Microfinance institutions have been lagards on innovation and rigid in product offerings. Rational successful entrepreneurs tired of weekly, fortnight or monthly meetings propagated by microfinance institutions self-graduate and pitch camp in the banks. It is still prestigious for the unbanked to be a customer of a local bank in Kenya. This comes with status, convinience and other embedded services that microfinance institutions can’t and won't provide.
Research shows that microfinance institutions start to make money from a customer sometimes after the third or fourth loan. Client desertion at that level or before to join any of the banks shall end up subsiding the bank further. The banks get new clients with a credit history. All this while, bankers know that good loans do not just happen, it’s a process- not an event. The cost to the banker drops drastically in making the new loan. A case of reaping where you’ve not sowed.
The plausible strategic response by microfinance institutions to competition by banks would be mergers and partnerships.

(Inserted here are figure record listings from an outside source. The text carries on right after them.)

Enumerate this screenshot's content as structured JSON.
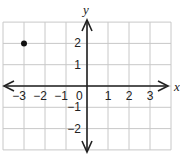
{
  "chart_data": {
    "type": "scatter",
    "title": "",
    "xlabel": "x",
    "ylabel": "y",
    "xlim": [
      -4,
      4
    ],
    "ylim": [
      -3,
      3
    ],
    "grid": true,
    "x_ticks": [
      -3,
      -2,
      -1,
      1,
      2,
      3
    ],
    "y_ticks": [
      2,
      1,
      -1,
      -2
    ],
    "x_tick_labels": [
      "−3",
      "−2",
      "−1",
      "1",
      "2",
      "3"
    ],
    "y_tick_labels": [
      "2",
      "1",
      "−1",
      "−2"
    ],
    "origin_label": "0",
    "points": [
      {
        "x": -3,
        "y": 2
      }
    ],
    "colors": {
      "grid": "#c8c8c8",
      "axis": "#222222",
      "point": "#111111"
    }
  }
}
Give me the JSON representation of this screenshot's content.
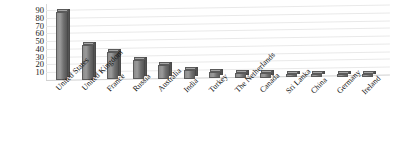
{
  "chart_data": {
    "type": "bar",
    "title": "",
    "xlabel": "",
    "ylabel": "",
    "ylim": [
      0,
      90
    ],
    "grid": true,
    "legend": "none",
    "style": "3d-column",
    "categories": [
      "United States",
      "United Kingdom",
      "France",
      "Russia",
      "Australia",
      "India",
      "Turkey",
      "The Netherlands",
      "Canada",
      "Sri Lanka",
      "China",
      "Germany",
      "Ireland"
    ],
    "values": [
      88,
      45,
      35,
      25,
      18,
      11,
      8,
      7,
      6,
      5,
      4,
      3,
      3
    ],
    "yticks": [
      90,
      80,
      70,
      60,
      50,
      40,
      30,
      20,
      10
    ],
    "bar_color": "#8d8d8d",
    "bar_side_color": "#545454",
    "bar_top_color": "#a5a5a5",
    "gridline_color": "#e9e9e9",
    "background_color": "#ffffff"
  }
}
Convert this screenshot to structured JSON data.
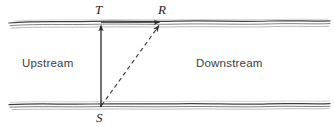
{
  "figure": {
    "type": "river-crossing-diagram",
    "width": 334,
    "height": 127,
    "background_color": "#ffffff"
  },
  "labels": {
    "upstream": "Upstream",
    "downstream": "Downstream",
    "point_t": "T",
    "point_r": "R",
    "point_s": "S"
  },
  "colors": {
    "bank_line": "#4a4a4a",
    "bank_line_light": "#8f8f8f",
    "arrow": "#262626",
    "dashed_arrow": "#555555",
    "region_text": "#3b3b3b",
    "point_text": "#1c1c1c"
  },
  "geometry": {
    "top_bank_y": 22,
    "bottom_bank_y": 106,
    "bank_left_x": 9,
    "bank_right_x": 330,
    "point_s": {
      "x": 101,
      "y": 106
    },
    "point_t": {
      "x": 101,
      "y": 22
    },
    "point_r": {
      "x": 163,
      "y": 22
    }
  }
}
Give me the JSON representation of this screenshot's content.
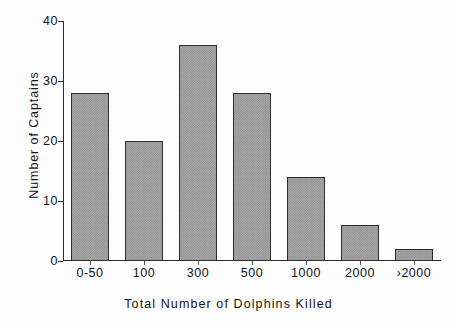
{
  "chart_data": {
    "type": "bar",
    "title": "",
    "xlabel": "Total Number of Dolphins Killed",
    "ylabel": "Number of Captains",
    "categories": [
      "0-50",
      "100",
      "300",
      "500",
      "1000",
      "2000",
      "›2000"
    ],
    "values": [
      28,
      20,
      36,
      28,
      14,
      6,
      2
    ],
    "ylim": [
      0,
      40
    ],
    "yticks": [
      0,
      10,
      20,
      30,
      40
    ],
    "ytick_labels": [
      "0",
      "10",
      "20",
      "30",
      "40"
    ],
    "grid": false,
    "legend": null,
    "bar_color": "#a8a8a8",
    "bar_edge_color": "#2e2e2e",
    "axis_color": "#2b2b2b",
    "background_color": "#ffffff"
  }
}
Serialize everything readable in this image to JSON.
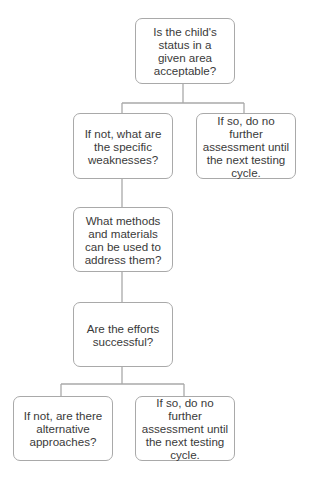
{
  "diagram": {
    "type": "flowchart",
    "colors": {
      "box_border": "#a9a9a9",
      "connector": "#a9a9a9",
      "text": "#3a3a3a",
      "background": "#ffffff"
    },
    "nodes": [
      {
        "id": "n1",
        "text": "Is the child's status in a given area acceptable?"
      },
      {
        "id": "n2",
        "text": "If not, what are the specific weaknesses?"
      },
      {
        "id": "n3",
        "text": "If so, do no further assessment until the next testing cycle."
      },
      {
        "id": "n4",
        "text": "What methods and materials can be used to address them?"
      },
      {
        "id": "n5",
        "text": "Are the efforts successful?"
      },
      {
        "id": "n6",
        "text": "If not, are there alternative approaches?"
      },
      {
        "id": "n7",
        "text": "If so, do no further assessment until the next testing cycle."
      }
    ],
    "edges": [
      {
        "from": "n1",
        "to": "n2"
      },
      {
        "from": "n1",
        "to": "n3"
      },
      {
        "from": "n2",
        "to": "n4"
      },
      {
        "from": "n4",
        "to": "n5"
      },
      {
        "from": "n5",
        "to": "n6"
      },
      {
        "from": "n5",
        "to": "n7"
      }
    ]
  }
}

For survival, there will be mergers among microfinance institutions, buyout by banks and partnerships with foreign social investors. Some microfinance institutions will get specialised and deliver value; serve up-market and remain blind to their mission or serve down market and charge a little more. Microfinance institutions will be forced to reach the marginal client. MFIs that remain in the urban areas will be forced to review their charges to reflect the onslaught from banks.
Fortunately, the microfinance industry had seen this coming hence the microfinance bill. Most microfinance institutions are in the process of transforming to regulated deposit taking financial intermediaries with profound change in product offerings, governance and management structures. Transforming will help these institutions to offer additional products and services such as savings and gain access to capital either through debt or equity. The microfinance institutions that will go through this process successfully may as well see light at the end of the tunnel.
The conundrum between banks and microfinance mimics at its best the african jungle. In the morning, the antelope and the lion wake up and thank their maker for a new day. But while the antelope spends the whole day running from the lion, the lion spends the whole day looking for the antelope. This analogy could explain the business wars on market share in the financial services sector in Kenya. The best will survive and the laggards will take a walk. It couldn’t have been better for the consumer!